More than 18 rounds of chemotherapy and three abdominal surgeries have failed to slow the tumor that doctors discovered after Tamara Strauss felt a suspicious lump in 2015.
Strauss was the first of 10 clinical trial patients to receive a personalized vaccine with the potential to do in just a few months what conventional treatments have failed to accomplish in three grueling years.
Unlike the scorched earth approach of chemo, cancer vaccines are exquisitely refined, containing immune system-activating molecules custom-made for each patient based on the specific genetic mutations present in their cancer cells.
Accepting patients with solid tumors of all types, the trial represents a significant new hope for the 59-year-old jewelry artist whose advanced cancer is rare and difficult to treat. But doctors hope to see progress, either halting the tumor's growth or reducing its size, in three to six months.
The effort is a collaboration of UC San Diego Moores Cancer Center and the La Jolla Institute of Allergy and Immunology and employs a basic approach just starting to show promise in small trials at other top-flight cancer centers worldwide.
But the local effort has its own special tweak that the San Diego researchers involved think will deliver greater precision in targeting the unique features of each patient's cancer cells.
The approach builds on basic research from the labs of immunologists Stephen Schoenberger and Bjoern Peters at the allergy institute and was brought to the bedside under collaboration with Dr. Ezra Cohen, director of translational science at Moores.
"The current method that everybody's using, it's highly-educated guessing but guessing all the same," Schoenberger said. "Our process does take longer on the front end, but that's because we're taking the time to verify, rather than guess. We think it's going to make a big difference in our ability to be exactly on target."
Before slowly pressing the plunger forward, sending the first custom-crafted dose into Strauss's upper arm on Oct. 4, Cohen made it clear that the four years of collaboration necessary to arrive at that gives him confidence that the trial has a significant chance of success.
"I think this is a moment where history is happening, and we know it's happening," Cohen said.
The trial is made possible through a $1 million donation from well-known philanthropists and art collectors Matthew and Iris Strauss, who are Tamara Strauss's parents.
It is among a growing number of trials nationwide that capitalize on recent advances in genetic sequencing, bioinformatic analysis and manufacturing to craft vaccines loaded with molecules made to activate each patient's immune system against their tumor's specific genetic fingerprint.
Outside experts seem to agree that the approach moving forward at Moores in La Jolla is novel.
Microbiologist Fred Ramsdell, vice president of research at the Parker Institute for Cancer Immunology, a collaboration of high-flying cancer programs such as Harvard's Memorial Sloan Kettering Cancer Center, Stanford University, UCLA and MD Anderson Cancer Center, said the screening idea that the team in San Diego is putting into practice takes the cancer vaccine target selection process to a deeper level.
"One of the big things that Ezra and Stephen are doing is taking an approach where they actually look for T-cell responses in the lab before making a vaccine," Ramsdell said. "Most everybody else makes their vaccines based on computational prediction alone."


## [HOW TO COMPLETE THIS TASK]
Where does "pixel" occur in the listing? Copy every line that holds it.

## [DATA UNDER STUDY]

-=-=-=-=-

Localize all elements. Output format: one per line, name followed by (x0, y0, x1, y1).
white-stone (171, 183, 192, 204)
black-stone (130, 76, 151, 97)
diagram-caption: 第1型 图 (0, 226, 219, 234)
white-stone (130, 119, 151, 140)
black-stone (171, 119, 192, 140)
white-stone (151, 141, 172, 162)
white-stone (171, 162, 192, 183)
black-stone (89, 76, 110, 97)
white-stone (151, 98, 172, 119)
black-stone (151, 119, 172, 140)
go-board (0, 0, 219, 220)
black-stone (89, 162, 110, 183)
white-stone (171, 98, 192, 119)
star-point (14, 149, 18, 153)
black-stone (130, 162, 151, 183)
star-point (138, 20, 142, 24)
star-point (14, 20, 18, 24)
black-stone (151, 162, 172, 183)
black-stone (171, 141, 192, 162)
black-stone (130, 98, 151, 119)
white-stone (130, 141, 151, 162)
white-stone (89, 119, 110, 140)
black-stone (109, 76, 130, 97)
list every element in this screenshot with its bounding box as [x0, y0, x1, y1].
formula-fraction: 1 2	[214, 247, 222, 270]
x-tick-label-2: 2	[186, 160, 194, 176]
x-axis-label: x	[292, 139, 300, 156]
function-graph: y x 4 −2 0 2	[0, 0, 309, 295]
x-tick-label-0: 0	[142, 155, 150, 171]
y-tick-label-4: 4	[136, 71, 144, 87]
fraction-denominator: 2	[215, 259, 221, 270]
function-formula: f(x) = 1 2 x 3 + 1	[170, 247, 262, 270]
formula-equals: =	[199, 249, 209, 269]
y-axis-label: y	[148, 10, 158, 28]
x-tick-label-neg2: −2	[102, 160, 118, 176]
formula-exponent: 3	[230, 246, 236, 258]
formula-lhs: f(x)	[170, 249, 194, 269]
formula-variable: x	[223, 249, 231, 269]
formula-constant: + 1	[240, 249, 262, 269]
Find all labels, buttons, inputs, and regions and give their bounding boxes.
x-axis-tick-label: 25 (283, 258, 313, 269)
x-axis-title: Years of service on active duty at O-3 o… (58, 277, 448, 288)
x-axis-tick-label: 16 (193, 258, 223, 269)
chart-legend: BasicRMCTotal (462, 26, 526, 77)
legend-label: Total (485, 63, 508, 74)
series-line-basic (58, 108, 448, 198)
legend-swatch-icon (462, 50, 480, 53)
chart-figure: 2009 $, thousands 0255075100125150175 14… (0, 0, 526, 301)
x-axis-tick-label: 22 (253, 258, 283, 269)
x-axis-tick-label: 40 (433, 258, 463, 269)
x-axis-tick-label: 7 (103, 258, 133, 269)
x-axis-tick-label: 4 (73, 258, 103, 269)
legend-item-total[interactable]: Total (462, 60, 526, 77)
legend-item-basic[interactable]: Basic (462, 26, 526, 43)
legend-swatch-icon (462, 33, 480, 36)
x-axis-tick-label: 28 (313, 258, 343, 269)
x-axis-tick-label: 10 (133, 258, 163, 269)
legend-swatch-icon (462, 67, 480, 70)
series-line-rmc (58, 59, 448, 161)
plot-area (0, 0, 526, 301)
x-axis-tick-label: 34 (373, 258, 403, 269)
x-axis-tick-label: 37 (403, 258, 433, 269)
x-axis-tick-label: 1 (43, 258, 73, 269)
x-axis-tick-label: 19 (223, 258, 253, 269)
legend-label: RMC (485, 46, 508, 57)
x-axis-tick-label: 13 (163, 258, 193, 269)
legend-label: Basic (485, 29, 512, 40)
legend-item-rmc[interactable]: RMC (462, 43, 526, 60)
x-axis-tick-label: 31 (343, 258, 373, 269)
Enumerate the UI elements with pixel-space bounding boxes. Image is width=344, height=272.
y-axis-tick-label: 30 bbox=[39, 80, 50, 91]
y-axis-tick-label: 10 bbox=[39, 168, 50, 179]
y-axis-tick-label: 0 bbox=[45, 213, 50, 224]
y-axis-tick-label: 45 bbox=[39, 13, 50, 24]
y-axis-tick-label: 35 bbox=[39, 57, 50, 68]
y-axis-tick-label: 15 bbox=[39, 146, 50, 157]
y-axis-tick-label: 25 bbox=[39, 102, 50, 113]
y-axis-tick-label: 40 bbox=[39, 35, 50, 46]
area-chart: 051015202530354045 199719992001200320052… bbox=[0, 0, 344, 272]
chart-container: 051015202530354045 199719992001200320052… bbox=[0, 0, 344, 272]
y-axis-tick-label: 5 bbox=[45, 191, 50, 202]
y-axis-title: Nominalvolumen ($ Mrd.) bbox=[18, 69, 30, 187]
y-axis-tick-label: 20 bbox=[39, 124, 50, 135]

-=-=-=-=-

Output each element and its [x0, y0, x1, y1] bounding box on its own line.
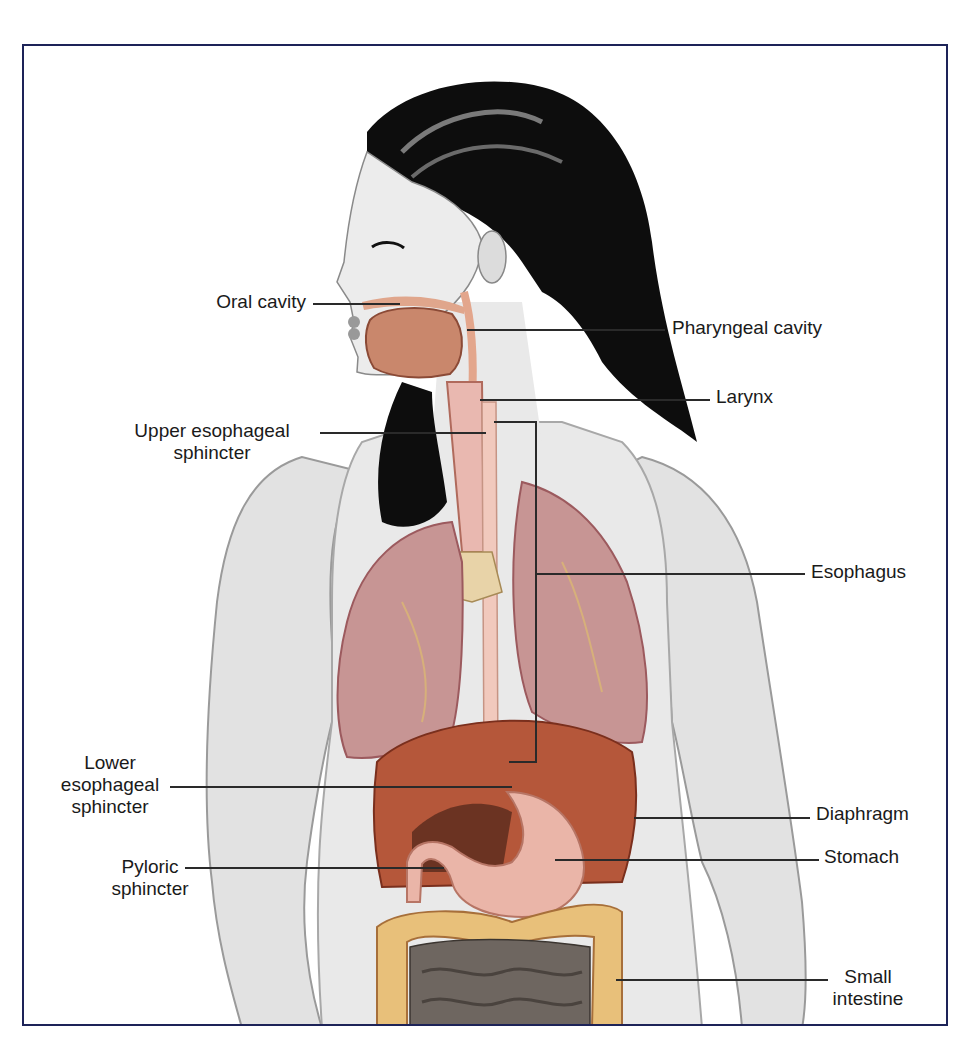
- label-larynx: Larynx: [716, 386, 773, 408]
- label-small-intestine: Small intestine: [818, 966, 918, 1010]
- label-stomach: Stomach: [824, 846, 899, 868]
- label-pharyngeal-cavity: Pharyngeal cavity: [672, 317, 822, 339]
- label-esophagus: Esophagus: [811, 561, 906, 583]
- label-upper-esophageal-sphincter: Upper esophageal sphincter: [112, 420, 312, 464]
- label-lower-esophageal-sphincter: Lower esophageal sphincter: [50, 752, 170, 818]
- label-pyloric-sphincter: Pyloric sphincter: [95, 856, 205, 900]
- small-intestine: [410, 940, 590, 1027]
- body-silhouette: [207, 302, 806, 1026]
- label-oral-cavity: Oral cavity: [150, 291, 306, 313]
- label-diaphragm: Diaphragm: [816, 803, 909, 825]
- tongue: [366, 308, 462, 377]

-=-=-=-=-

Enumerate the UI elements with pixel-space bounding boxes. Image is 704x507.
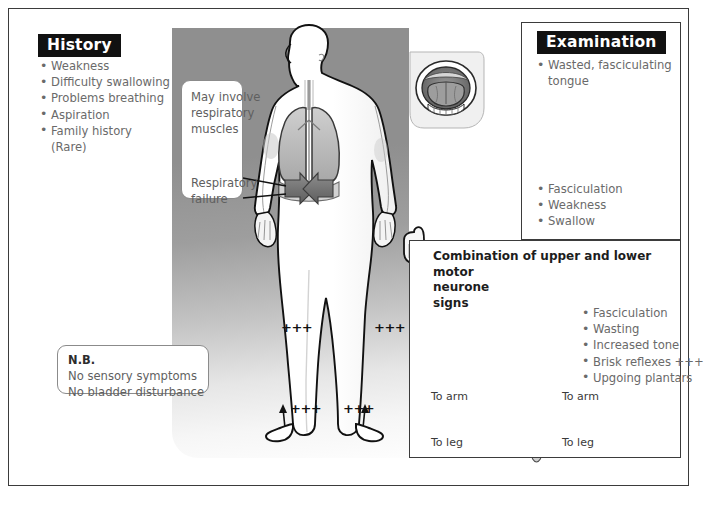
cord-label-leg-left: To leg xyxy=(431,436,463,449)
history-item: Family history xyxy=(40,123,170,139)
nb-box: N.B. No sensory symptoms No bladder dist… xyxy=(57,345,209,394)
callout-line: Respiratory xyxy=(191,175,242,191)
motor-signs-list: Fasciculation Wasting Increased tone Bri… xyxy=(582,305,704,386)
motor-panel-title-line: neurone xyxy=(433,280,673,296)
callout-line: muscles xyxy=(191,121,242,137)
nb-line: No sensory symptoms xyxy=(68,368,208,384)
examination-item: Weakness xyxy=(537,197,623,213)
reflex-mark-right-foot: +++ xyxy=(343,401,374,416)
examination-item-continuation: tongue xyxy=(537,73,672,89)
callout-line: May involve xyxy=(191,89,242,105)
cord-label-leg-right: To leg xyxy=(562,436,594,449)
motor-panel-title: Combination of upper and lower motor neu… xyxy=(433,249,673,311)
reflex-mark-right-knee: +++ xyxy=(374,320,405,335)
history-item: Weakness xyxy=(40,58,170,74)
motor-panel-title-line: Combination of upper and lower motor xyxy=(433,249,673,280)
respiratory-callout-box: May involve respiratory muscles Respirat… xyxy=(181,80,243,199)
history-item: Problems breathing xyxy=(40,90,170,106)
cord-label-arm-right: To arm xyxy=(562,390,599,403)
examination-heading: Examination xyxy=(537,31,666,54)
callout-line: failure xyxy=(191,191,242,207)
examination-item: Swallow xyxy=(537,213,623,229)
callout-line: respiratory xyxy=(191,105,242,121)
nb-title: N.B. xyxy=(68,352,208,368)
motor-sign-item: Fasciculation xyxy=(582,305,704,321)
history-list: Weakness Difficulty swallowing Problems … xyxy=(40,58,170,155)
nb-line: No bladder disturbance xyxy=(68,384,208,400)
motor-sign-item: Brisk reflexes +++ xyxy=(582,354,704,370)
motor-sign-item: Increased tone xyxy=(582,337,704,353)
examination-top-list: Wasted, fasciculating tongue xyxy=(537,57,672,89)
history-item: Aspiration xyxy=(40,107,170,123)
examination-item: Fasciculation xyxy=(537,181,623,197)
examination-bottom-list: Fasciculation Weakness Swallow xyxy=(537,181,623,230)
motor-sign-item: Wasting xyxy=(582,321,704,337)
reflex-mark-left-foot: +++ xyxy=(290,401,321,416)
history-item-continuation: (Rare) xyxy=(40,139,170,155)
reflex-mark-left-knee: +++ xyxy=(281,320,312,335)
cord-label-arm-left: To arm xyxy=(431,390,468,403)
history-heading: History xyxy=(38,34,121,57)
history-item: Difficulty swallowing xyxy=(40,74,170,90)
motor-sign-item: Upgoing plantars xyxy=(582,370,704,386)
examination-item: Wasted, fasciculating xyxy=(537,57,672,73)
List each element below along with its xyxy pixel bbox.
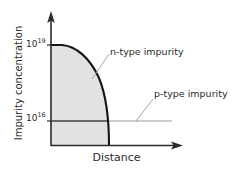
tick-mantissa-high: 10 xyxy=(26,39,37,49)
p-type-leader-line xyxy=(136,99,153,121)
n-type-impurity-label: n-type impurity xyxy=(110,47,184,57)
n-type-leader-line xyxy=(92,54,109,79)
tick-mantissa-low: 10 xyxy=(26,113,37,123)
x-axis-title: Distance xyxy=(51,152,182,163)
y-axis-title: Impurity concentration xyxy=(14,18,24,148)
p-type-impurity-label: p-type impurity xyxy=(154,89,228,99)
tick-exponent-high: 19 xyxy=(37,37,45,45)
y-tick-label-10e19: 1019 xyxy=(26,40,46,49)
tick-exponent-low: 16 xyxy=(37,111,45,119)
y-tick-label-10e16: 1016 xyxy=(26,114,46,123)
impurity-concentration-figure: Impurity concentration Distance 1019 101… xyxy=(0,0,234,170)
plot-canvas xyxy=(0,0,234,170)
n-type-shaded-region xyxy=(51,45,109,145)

-=-=-=-=-

## [EXPECTED OUTPUT]
Enumerate the UI elements with pixel-space bounding boxes. Image is width=344, height=272.
Enumerate the UI elements with pixel-space bounding boxes. Image is 704x507.
List each element below along with its xyxy pixel bbox.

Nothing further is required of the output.